2016 was great for the digital bad guys.

Curtis Franklin, Security Editor

January 24, 2017

3 Min Read
The Breaches Kept Coming in 2016

2016 was a very good year for thieves, hackers, spies and assorted miscreants. That's according to the Identity Theft Resource Center (ITRC), which reported a 40% increase in data breaches in 2016 compared to 2015.

In the report, the ITRC Data Breach Report 2016, the ITRC says that there were 1,093 reported data breaches in the US in 2016, compared to 780 reported breaches in 2015. One major question about the data, generated through a project sponsored by CyberScout, is whether the rising numbers were due to more breaches, better reporting, or some combination of the two. In a written statement, Eva Velasquez, president and CEO of ITRC, said, "For the past 10 years, the ITRC has been aware of the under-reporting of data breach incidents on the national level and the need for more state or federal agencies to make breach notifications more publicly available. This year we have seen a number of states take this step by making data breach notifications public on their websites."

The ITRC isn't the only organization to make note of the rise in reported data breaches. On its website, the Privacy Rights Clearinghouse shows 526 total data breaches in 2016 as compared to 266 in 2015. The difference in the numbers illustrates just one of the difficulties in putting an accurate number to the issue: Almost all reports rely on a combination of government notification websites and voluntary notifications from companies that have been hit.

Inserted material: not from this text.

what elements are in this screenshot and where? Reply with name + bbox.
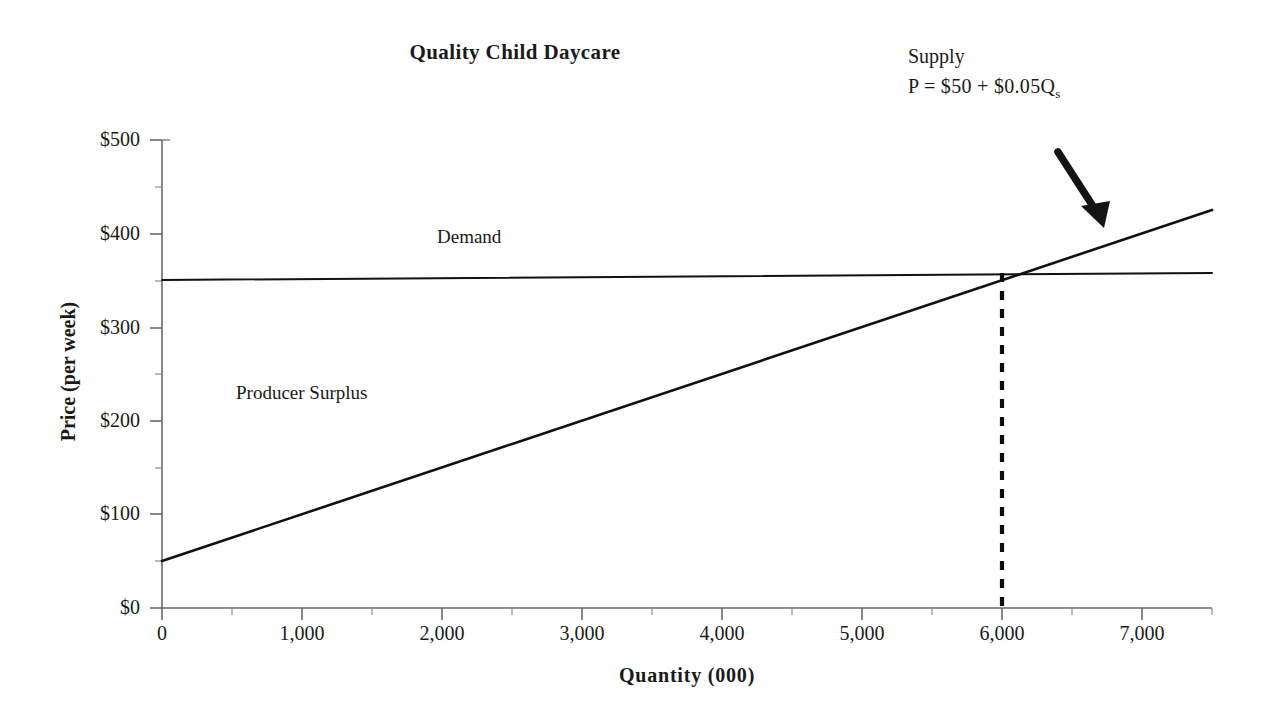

Regardless of the source, there's no doubt that the number of records involved in data breaches in 2016 was huge. A quick scan through the list of breaches made public in 2016 (though the list includes some breaches that actually occurred in previous years) show more than 2.3 billion records revealed to unauthorized individuals. And those compromised records carry a steep cost. According to the 2016 Cost of Data Breach Study: Global Analysis conducted by the Ponemon Institute, the average cost per lost record is $158, with an average cost per breach of $4 million.

According to the Ponemon report, the most significant portion of a data breach's cost didn't come from regulatory compliance or breach remediation, but from lost business -- the damage to a company's reputation and "churn" from customers who leave following a breach have a significant impact on an organization's bottom line.

Verizon's 2016 Data Breach Investigations Report echoed Ponemon's conclusion about the cost of a damaged reputation and asked whether there's anything to be done in defense of a company's data. The answers were straightforward and not surprising: patch your software, don't rely on passwords, teach your users about the dangers of phishing, and for heaven's sake monitor the activity inside your network. The worst damage happens when an outsider crashes your party and sets up camp, casually roaming laterally through your networks and assets for weeks or months at a time before anyone notices that the data cupboards have been plucked bare.

— Curtis Franklin, Security Editor, Light Reading

About the Author(s)

Curtis Franklin

Security Editor

Curtis Franklin, Jr. has been writing about technologies and products in computing and networking since the early 1980s. He has contributed to a number of technology-industry publications including Dark Reading, InformationWeek Enterprise Efficiency, ChannelWeb, Network Computing, InfoWorld, PCWorld, and ITWorld.com on subjects ranging from enterprise security to mobile enterprise computing and wireless networking. Curtis is the author of hundreds of articles, the co-author of three books (including Cloud Computing: Technologies and Strategies of the Ubiquitous Data Center), and has been a frequent speaker at computer and networking industry conferences across North America and Europe. When not writing, Curtis is a painter, photographer, cook, and multi-instrumentalist musician. He is active in amateur radio (KG4GWA), scuba diving, stand-up paddleboarding, and is a certified Florida Master Naturalist.